At a crowded market in the Midlands, the closely packed shoppers ooze slowly around the stalls. Charlie avoids this area and goes straight to the livestock pens. He has some treats for the pigs. Early on in the project, he discovered that pigs are an exceptionally fine vector for one of the viruses he employed in the making of this new disease, and he built on that. The virus is designed to be rapidly reproduced in pigs and chickens, as well as humans – though most other species are suitable carriers. The pigs become highly infectious within days, but show no symptoms at all.
A couple of farmers are haggling on one side of the pig pens, so he goes to the other side and walks slowly up the row, throwing a few small cakes into each pen. When all the cakes have gone he strolls to the market and mingles with the shoppers. He doesn't look well.
People try to make a space around him as he pushes his way through the press of bodies, coughing and spluttering. It takes him a couple of hours to go round the whole market. By the end, he's stumbling and coughing up blood. When he finally collapses, there's a smile on his face despite the pain. It looks like a bloody, grinning death mask. His work is done.
He will not be present to witness the final result of his work, but he knows how it will end. People, chickens and pigs will radiate out from the places he's visited. A few of the people may have some mild, short-lived symptoms. People will go on holiday. The animals will go to farms, markets and abattoirs. Some will be exported. The disease will spread all over the planet.

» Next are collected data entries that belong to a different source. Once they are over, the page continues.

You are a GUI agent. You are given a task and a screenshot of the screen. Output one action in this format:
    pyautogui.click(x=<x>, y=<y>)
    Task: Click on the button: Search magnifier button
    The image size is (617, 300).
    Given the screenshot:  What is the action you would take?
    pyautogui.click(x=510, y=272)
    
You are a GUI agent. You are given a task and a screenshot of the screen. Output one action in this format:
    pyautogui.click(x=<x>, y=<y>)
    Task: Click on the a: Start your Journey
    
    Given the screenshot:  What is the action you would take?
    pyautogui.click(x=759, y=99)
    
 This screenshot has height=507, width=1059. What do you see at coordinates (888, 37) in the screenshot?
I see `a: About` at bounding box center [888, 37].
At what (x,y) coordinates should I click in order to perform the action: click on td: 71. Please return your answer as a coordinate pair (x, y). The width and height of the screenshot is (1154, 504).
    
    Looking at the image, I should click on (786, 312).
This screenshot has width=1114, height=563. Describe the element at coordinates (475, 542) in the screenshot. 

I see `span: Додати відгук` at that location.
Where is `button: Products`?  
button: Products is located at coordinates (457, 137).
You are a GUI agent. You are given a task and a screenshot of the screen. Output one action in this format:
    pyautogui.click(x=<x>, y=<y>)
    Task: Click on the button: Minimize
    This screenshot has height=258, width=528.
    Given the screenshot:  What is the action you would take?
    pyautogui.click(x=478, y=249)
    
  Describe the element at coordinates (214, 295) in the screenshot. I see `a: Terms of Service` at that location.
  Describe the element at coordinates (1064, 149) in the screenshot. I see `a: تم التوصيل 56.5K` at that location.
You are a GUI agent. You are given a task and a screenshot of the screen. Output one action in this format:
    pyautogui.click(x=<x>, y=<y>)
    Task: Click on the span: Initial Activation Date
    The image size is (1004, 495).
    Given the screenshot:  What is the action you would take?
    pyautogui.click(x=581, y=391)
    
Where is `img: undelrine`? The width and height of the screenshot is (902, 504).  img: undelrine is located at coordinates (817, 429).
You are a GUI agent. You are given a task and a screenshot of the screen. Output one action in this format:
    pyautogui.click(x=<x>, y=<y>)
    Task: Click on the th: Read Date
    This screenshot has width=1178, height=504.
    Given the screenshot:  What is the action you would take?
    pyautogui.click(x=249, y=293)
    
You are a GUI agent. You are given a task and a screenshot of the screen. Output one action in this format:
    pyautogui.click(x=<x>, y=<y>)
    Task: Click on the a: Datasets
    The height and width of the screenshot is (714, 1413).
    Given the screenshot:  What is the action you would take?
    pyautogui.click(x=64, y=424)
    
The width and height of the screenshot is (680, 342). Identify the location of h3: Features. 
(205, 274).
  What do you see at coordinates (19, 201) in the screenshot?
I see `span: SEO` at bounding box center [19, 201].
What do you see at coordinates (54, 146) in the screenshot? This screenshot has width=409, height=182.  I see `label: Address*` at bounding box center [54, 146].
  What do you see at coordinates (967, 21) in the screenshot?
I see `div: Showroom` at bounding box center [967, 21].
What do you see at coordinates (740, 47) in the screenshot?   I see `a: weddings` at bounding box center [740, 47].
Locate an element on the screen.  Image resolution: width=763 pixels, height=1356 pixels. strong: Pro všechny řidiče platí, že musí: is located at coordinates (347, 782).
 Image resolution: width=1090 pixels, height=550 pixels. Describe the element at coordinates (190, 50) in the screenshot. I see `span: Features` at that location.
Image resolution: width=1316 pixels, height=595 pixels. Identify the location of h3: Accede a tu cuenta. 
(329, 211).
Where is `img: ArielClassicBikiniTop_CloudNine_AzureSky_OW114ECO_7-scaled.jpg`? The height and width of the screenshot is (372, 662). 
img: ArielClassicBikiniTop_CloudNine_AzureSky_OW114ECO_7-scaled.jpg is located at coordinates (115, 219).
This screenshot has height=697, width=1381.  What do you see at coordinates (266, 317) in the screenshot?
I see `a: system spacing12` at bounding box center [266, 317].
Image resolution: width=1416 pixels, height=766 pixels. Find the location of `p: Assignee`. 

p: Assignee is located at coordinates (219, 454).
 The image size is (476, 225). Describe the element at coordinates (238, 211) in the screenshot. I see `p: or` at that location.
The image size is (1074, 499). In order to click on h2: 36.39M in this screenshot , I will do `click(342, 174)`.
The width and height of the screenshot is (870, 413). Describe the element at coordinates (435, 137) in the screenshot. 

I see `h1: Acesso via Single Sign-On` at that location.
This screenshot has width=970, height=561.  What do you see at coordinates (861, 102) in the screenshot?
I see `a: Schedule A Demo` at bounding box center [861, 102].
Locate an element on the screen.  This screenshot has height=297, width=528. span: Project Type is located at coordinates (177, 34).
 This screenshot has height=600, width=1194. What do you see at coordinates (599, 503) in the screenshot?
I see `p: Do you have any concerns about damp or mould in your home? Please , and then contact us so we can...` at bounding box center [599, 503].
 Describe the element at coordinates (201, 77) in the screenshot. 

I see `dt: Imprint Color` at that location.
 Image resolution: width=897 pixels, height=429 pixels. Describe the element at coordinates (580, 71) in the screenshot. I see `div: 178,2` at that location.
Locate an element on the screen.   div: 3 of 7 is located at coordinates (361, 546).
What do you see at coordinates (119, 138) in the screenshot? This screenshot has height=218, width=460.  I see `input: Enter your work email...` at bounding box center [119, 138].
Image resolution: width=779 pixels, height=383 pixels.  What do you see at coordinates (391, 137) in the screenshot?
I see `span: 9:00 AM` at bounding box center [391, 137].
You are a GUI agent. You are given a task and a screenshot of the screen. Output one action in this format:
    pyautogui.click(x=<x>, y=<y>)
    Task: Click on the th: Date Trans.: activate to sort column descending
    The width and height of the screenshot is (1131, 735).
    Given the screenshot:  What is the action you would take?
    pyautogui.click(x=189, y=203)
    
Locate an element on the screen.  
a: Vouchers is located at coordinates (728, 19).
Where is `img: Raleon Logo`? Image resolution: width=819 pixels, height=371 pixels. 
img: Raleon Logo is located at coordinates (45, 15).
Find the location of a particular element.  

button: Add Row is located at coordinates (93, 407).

He is not carrying any form of identification. All traces of his work have been cleaned from his home laboratory and it will look like an ordinary basement store room to anyone who examines it. By the time they suspect anything at all, it will be far too late.
The disease is a real slow-burner. He has taken sections of DNA from adeno and avian viruses, ebola, small-pox (which everyone supposed had been completely destroyed – every last virion) and foot and mouth, and spliced them together into something new and virulent: a patient, selective stalker, a psychopathic misanthrope, that can be carried by almost any species of animal, but will destroy just one species. Its first serious symptom, irreversible damage to the reproductive organs and infertility, will not be recognised for what it is. Only in a matter of years, when most of the human population has succumbed to the later and more dramatically lethal effects of the disease, might the truth be recognised. By then, the population will be too small and sick to sustain itself.
That is the plan.
Diseases mutate of course. So only time can tell whether the plan will succeed.